Her sister Citas and her parents Otilio and Liwayway perished in a fire that razed the Arellano ancestral home in San Juan, Manila while Agnes was at a remote island in Spain in 1981. Otilio Arellano was an architect much like his grand uncle, the acclaimed Juan Arellano who designed historic landmarks such as the Metropolitan Theatre and Philippine National Museum (formerly the old congress) the Manila Central Post Office at Liwasang Bonifacio. On October 10, 1984, the Pinaglabanan Galleries was inaugurated at the site of Arellano ancestral home in memory of Agnes’ late parents and sister. In 1988 fire once again burned down the location once more, destroying its entire collection including Agnes’ own sculptures. 
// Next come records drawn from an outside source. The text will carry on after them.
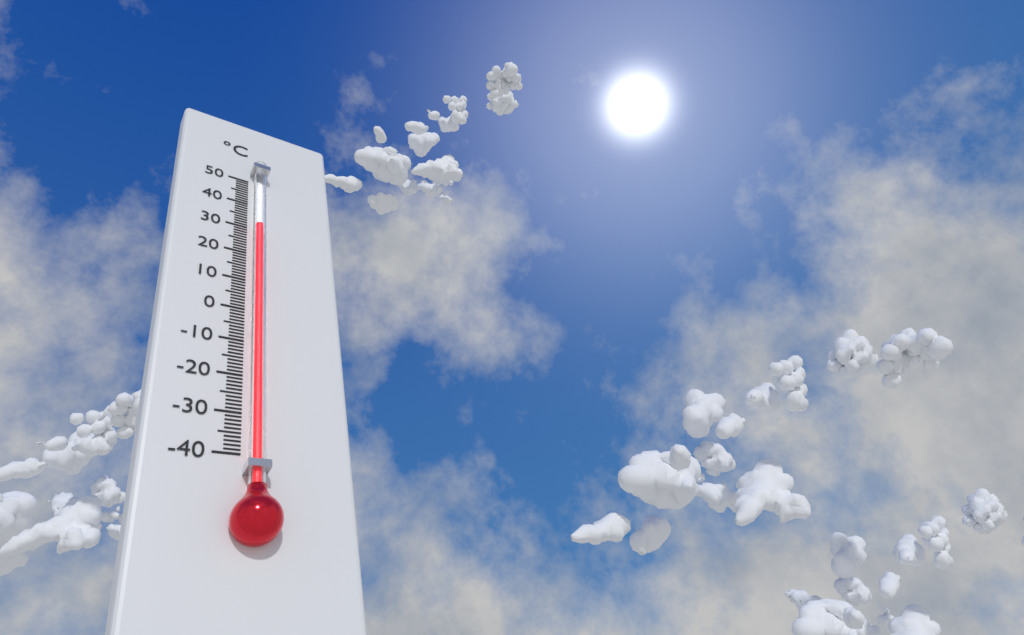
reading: 30 °C
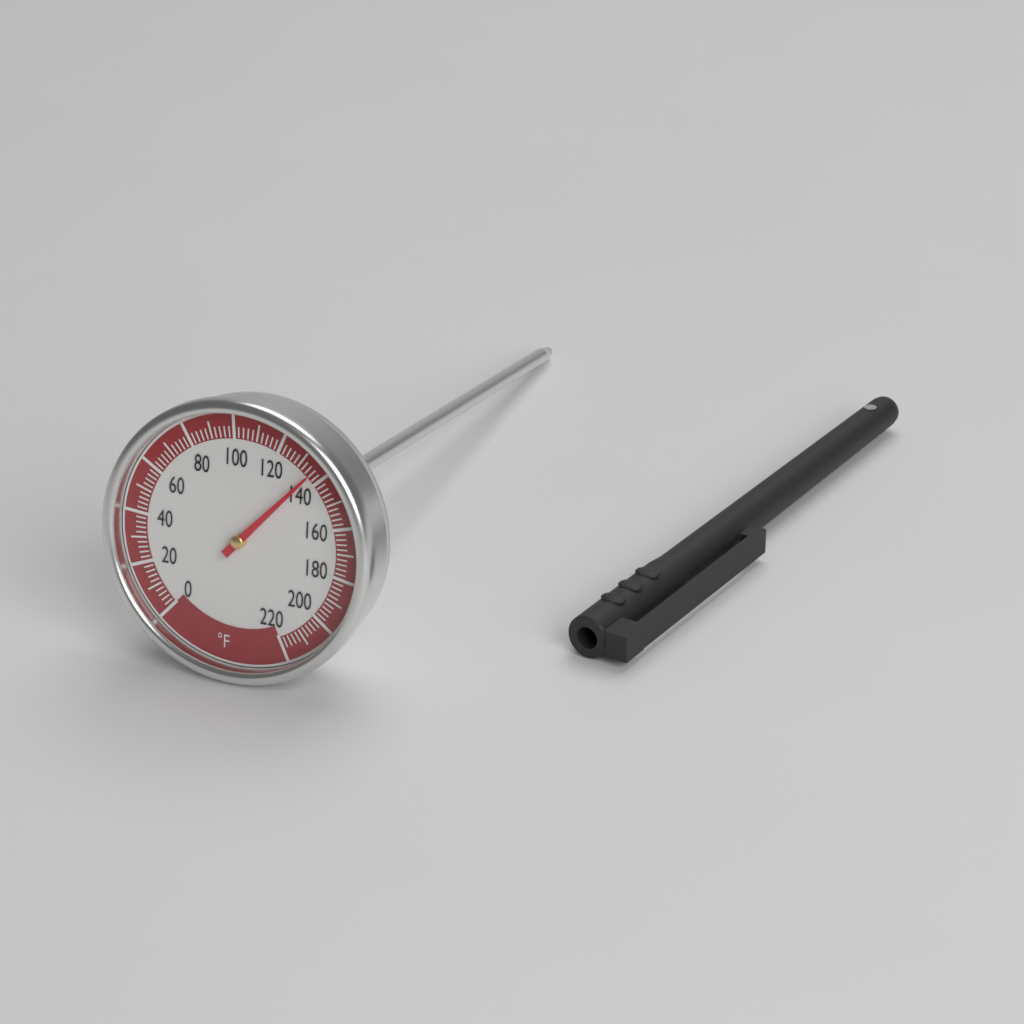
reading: 136 °F
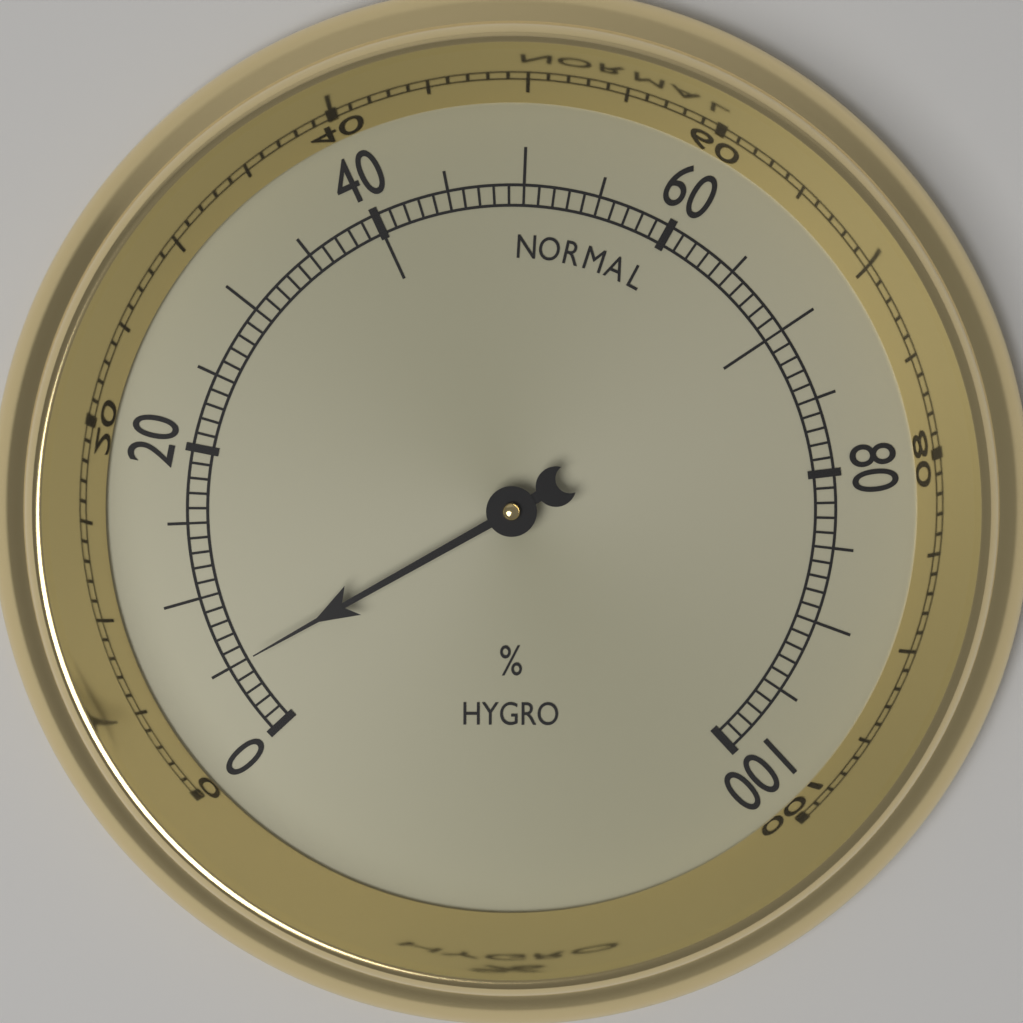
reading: 5 %
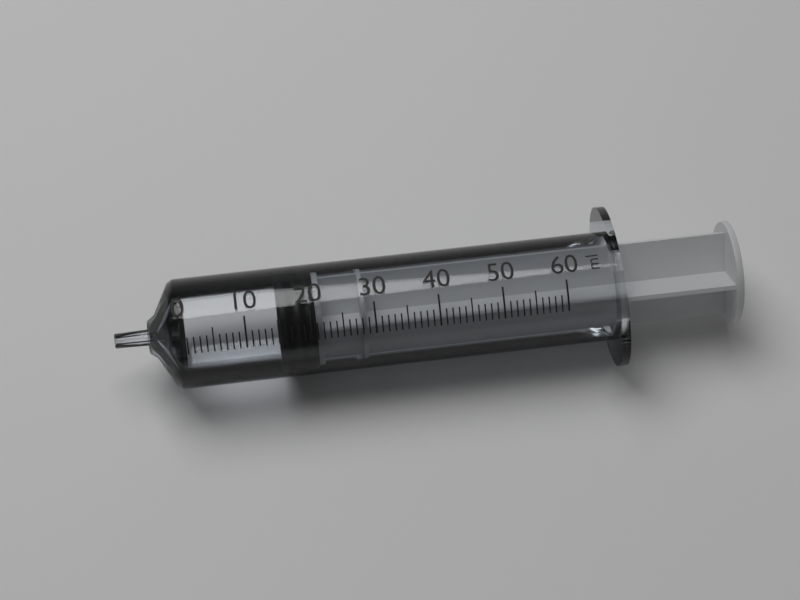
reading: 15 ml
“In ‘Carcass-Cornucopia,’ the headless naked female body hanging by her hooves, was spurred by the pain and violence of my caesarian delivery. The horror of the experience was translated into no less than the birth of the universe by the explosion. Taking off from an ancient myth of creation, I recreate my body cast and make a new myth. The lordling bulol emerging from her belly is now the scion, the patriarchy waiting for his time as the matriarchal ‘herstory’ fades away. The inscape unfolds as the forms tumble out into cosmic shapes, an abundant heap of grain, then music, composed by skulls laid out on the floor,” explains Arellano. 
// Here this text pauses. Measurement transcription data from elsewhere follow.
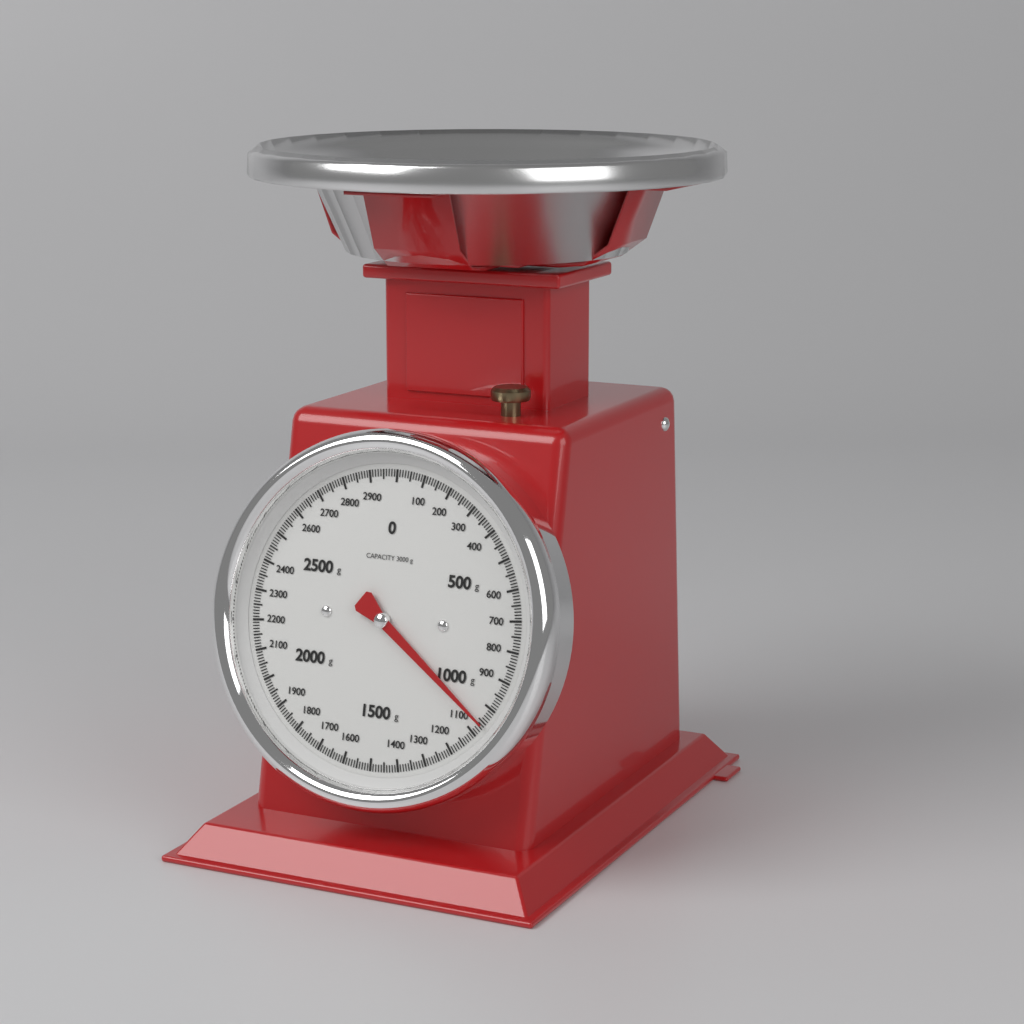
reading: 1060 g
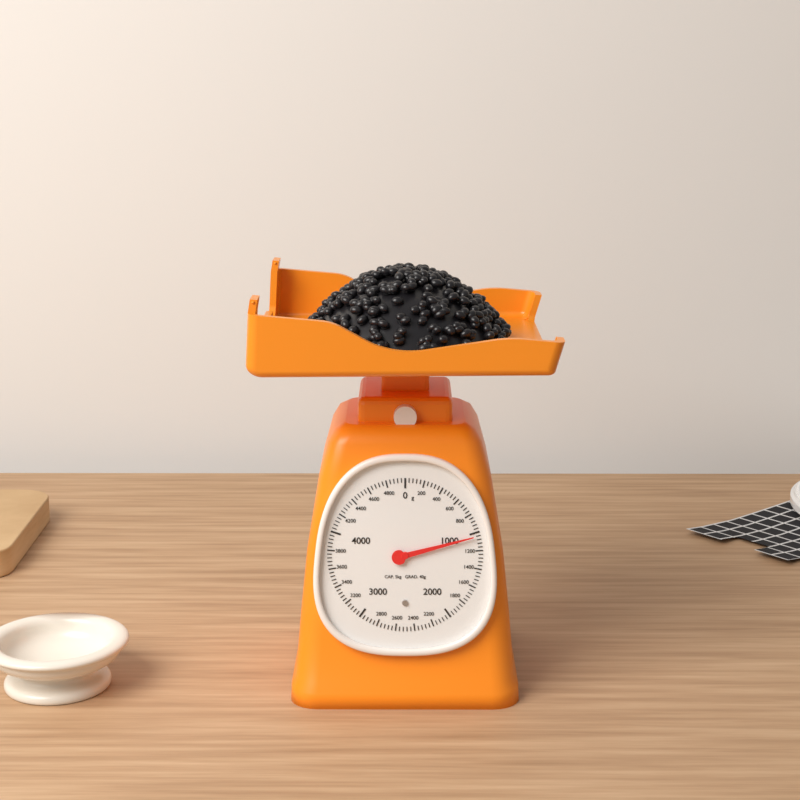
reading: 1040 g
Carcass Cournocopia cold-cast marble, 1987

“My own personal issue stemmed from a botched-up caesarian surgery; I had woken up in the middle of the night with the surgical hole in my belly spewing out blood and pus like a little fountain,” she confides. After her marriage to British investment banker, poet, and writer Michael Adams, Arellano gave birth on May 19, 1984 to her only child, Michelle Maria Celina—better known as acclaimed jazz vocalist Mishka Adams who now divides her time between London and Berlin.

Advocacies such as Reproductive Health are integral to Arellano’s art. “Many years ago I joined the traveling exhibition WOW.B, which used art as an educational tool for gender issues and reproductive rights: the exhibit title spelled out the show’s thesis: Who Owns Women’s Bodies?” she recalls.
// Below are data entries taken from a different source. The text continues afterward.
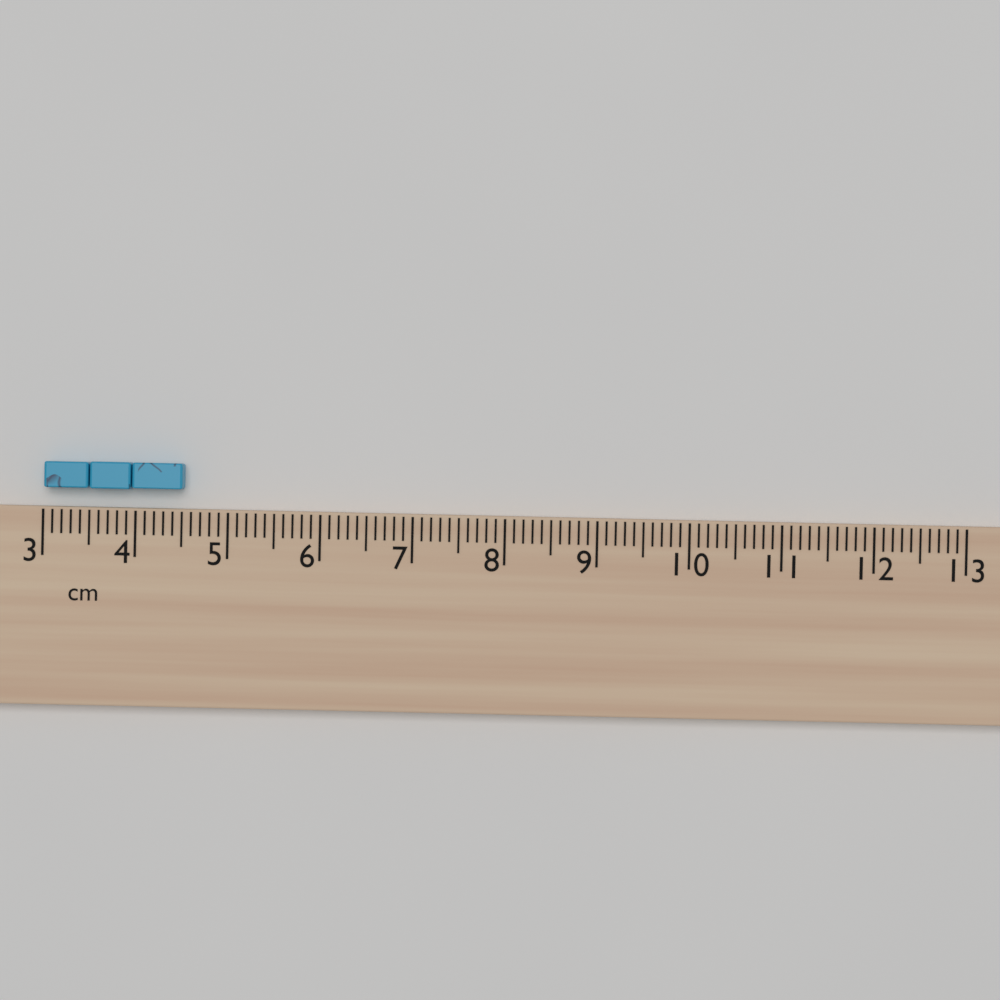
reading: 4.5 cm
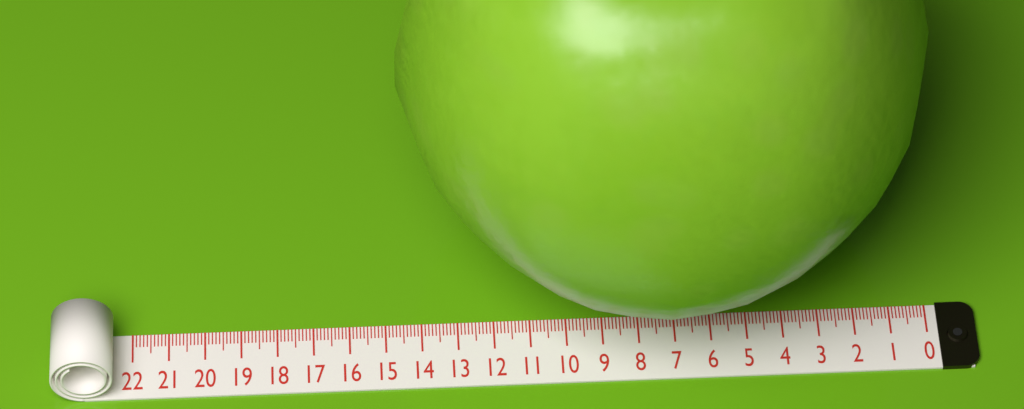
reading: 14.5 (no unit)
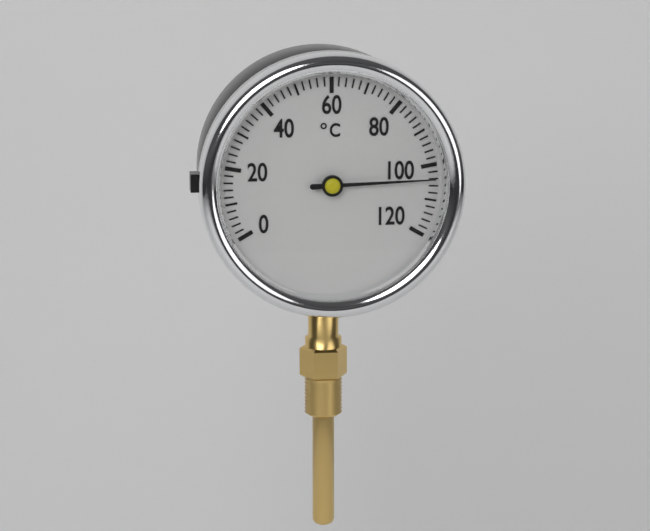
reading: 104 °C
Most recently, her inscape entitled “Project Pleiades” was a one several special presentations highlighted at the 2017 Art Fair. She reveals, “The issue of eligibility for priesthood is another sore point. In ‘Project Pleiades’ one of the four goddesses is Mary Magdalene. She was Jesus’ most beloved disciple but the male disciples, especially Peter, were jealous of her.  The Church just cancelled her out after confusing us with several Marys, one of whom was a whore. As vindication, I gave her His wounds and portrayed her as pregnant with the fruit of their union.” 

With Agnes Arellano’s art, women have reclaimed their divinity. Hail holy queen.

This article was published in the adobo magazine Gender 2017 issue.